1 minute read

I did an informal study on my 13 years of Anki spaced-repetition history to settle a team question at RemNote: is our “Anki SM-2” algorithm (and Anki’s SM-2 algorithm itself) too aggressive when scheduling overdue cards?

Somewhat to my surprise, and also to my embarrassment because I’ve been defending the current behavior without data for many years, the answer appears to be yes – although it overshoots by much less than most people who complain about it think it does. More specifically, it is systematically biased, overshooting more the more a card is overdue, with the chance of remembering a card on the review after an overdue review dropping off from my collection average of around 87% to 75% as the amount of overdueness decreases from a day to a year:

Bar graph of answer buttons selected on after-overdue reviews, by days overdue

I don’t have enough data beyond 1 year to draw many conclusions, but the trend at the beginning is clear. It would seem to make sense to tweak the algorithm to apply less of an overdueness bonus to cards if they are more overdue.

There are some more nuances and things that would be useful to check/explore next, but this is all I have time to investigate at the moment, so I figured I would share it as is.

Read my full report for more details on how the algorithm currently works, how I came to these conclusions, and speculation on why the seemingly theoretically sound approach to adding overdueness bonus might not work as well in practice. (R Markdown source if you want to try reproducing this yourself on your own collection. Let me know what you find!)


Print the records below exactly, omitting all pictures.

[Data for this task — start]

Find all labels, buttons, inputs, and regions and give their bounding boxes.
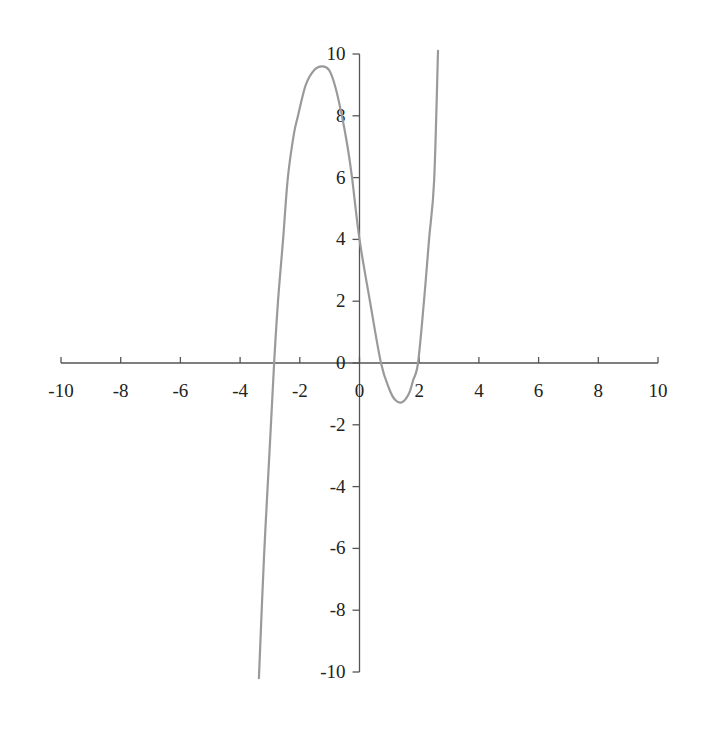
y-tick-label: 6 [336, 167, 346, 188]
y-tick-label: -2 [330, 414, 346, 435]
y-tick-label: 0 [336, 352, 346, 373]
x-tick-label: 10 [649, 380, 668, 401]
function-curve [259, 51, 438, 678]
x-axis-ticks [61, 357, 658, 363]
x-tick-label: 0 [355, 380, 365, 401]
y-tick-label: -6 [330, 537, 346, 558]
y-tick-label: 2 [336, 290, 346, 311]
x-tick-label: -6 [172, 380, 188, 401]
x-tick-label: 6 [534, 380, 544, 401]
x-tick-label: -4 [232, 380, 248, 401]
x-tick-label: -10 [48, 380, 73, 401]
x-tick-label: -8 [113, 380, 129, 401]
x-tick-label: 8 [594, 380, 604, 401]
y-axis-ticks [353, 54, 360, 672]
x-axis-tick-labels: -10-8-6-4-20246810 [48, 380, 667, 401]
x-tick-label: 2 [414, 380, 424, 401]
x-tick-label: -2 [292, 380, 308, 401]
y-tick-label: -8 [330, 599, 346, 620]
y-tick-label: 4 [336, 228, 346, 249]
function-plot: -10-8-6-4-20246810 -10-8-6-4-20246810 [0, 0, 702, 730]
y-tick-label: -4 [330, 476, 346, 497]
x-tick-label: 4 [474, 380, 484, 401]
y-tick-label: -10 [320, 661, 345, 682]
y-tick-label: 10 [327, 43, 346, 64]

[Data for this task — finish]

### Expected answer
Find all labels, buttons, inputs, and regions and give their bounding boxes.
y-tick-label: 6 [336, 167, 346, 188]
y-tick-label: -2 [330, 414, 346, 435]
y-tick-label: 0 [336, 352, 346, 373]
x-tick-label: 10 [649, 380, 668, 401]
function-curve [259, 51, 438, 678]
x-axis-ticks [61, 357, 658, 363]
x-tick-label: 0 [355, 380, 365, 401]
y-tick-label: -6 [330, 537, 346, 558]
y-tick-label: 2 [336, 290, 346, 311]
x-tick-label: -6 [172, 380, 188, 401]
x-tick-label: 6 [534, 380, 544, 401]
x-tick-label: -4 [232, 380, 248, 401]
x-tick-label: -10 [48, 380, 73, 401]
x-tick-label: -8 [113, 380, 129, 401]
x-tick-label: 8 [594, 380, 604, 401]
y-axis-ticks [353, 54, 360, 672]
x-axis-tick-labels: -10-8-6-4-20246810 [48, 380, 667, 401]
x-tick-label: 2 [414, 380, 424, 401]
x-tick-label: -2 [292, 380, 308, 401]
y-tick-label: -8 [330, 599, 346, 620]
y-tick-label: 4 [336, 228, 346, 249]
function-plot: -10-8-6-4-20246810 -10-8-6-4-20246810 [0, 0, 702, 730]
y-tick-label: -4 [330, 476, 346, 497]
x-tick-label: 4 [474, 380, 484, 401]
y-tick-label: -10 [320, 661, 345, 682]
y-tick-label: 10 [327, 43, 346, 64]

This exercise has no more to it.